The company recently drilled two exploratory wells on its Big Island prospect in Golden Valley County, N.D. The #23-3 Stecker initially pumped 272 b/d of crude oil and flowed 431 Mcf/d of gas. Production came from two Red River intervals at 3,637 m to 3,652 m (11,934 ft to 11,980 ft) and 3,656 m to 3,674 m (11,996 ft to 12,054 ft). The #13-2 Ross well initially flowed at 306 boe/d from the Red River upper D zone.

At year-end 2012 the company drilled the #44-24TFH Kjelstrup well in the Big Island prospect. The horizontal exploratory test well initially flowed 845 b/d of 38.7°API gravity oil with 233 Mcf/d of gas. Production is from a horizontal Three Forks lateral extension from 3,381 m (11,094 ft) north-northwest to 6,300 m (20,670 ft).

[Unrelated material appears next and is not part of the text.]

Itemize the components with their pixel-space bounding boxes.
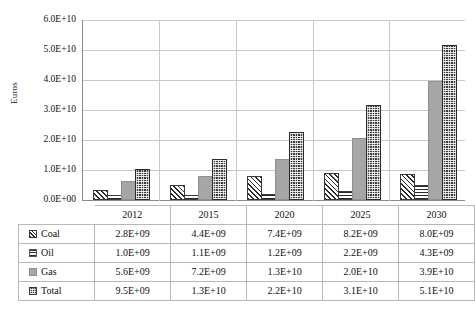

The well was tested following a 30-stage fracture stimulation job.

Hess Corp. was the first to discover oil in North Dakota in 1951. Since then, the company has made significant investments in the state to develop its leases, especially in its development of the Bakken shale. Bakken oil and gas production for Hess Corp. was 87% higher in 2012 than in 2011, with drilling and completion costs down by more than 30% during 2012.

In a January conference call with analysts, John B. Hess, chairman and CEO, said North Dakota Bakken net production averaged 56,000 boe/d in 2012 and is likely to average between 64,000 boe/d and 70,000 boe/d in 2013. The company also plans to complete the expansion of its Tioga gas plant, with operations set to begin late in 4Q 2013.

Greg Hill, vice president, director, and president of worldwide E&P for Hess, said in the conference call that part of the drilling cost reduction was accomplished in the first half of 2012 when the company “transitioned from a higher cost 38-stage hybrid completion design to a lower cost sliding-sleeve design. This, along with other efficiency gains, allowed us to drive our drilling and completion costs down by more than 30% over the course of the year.”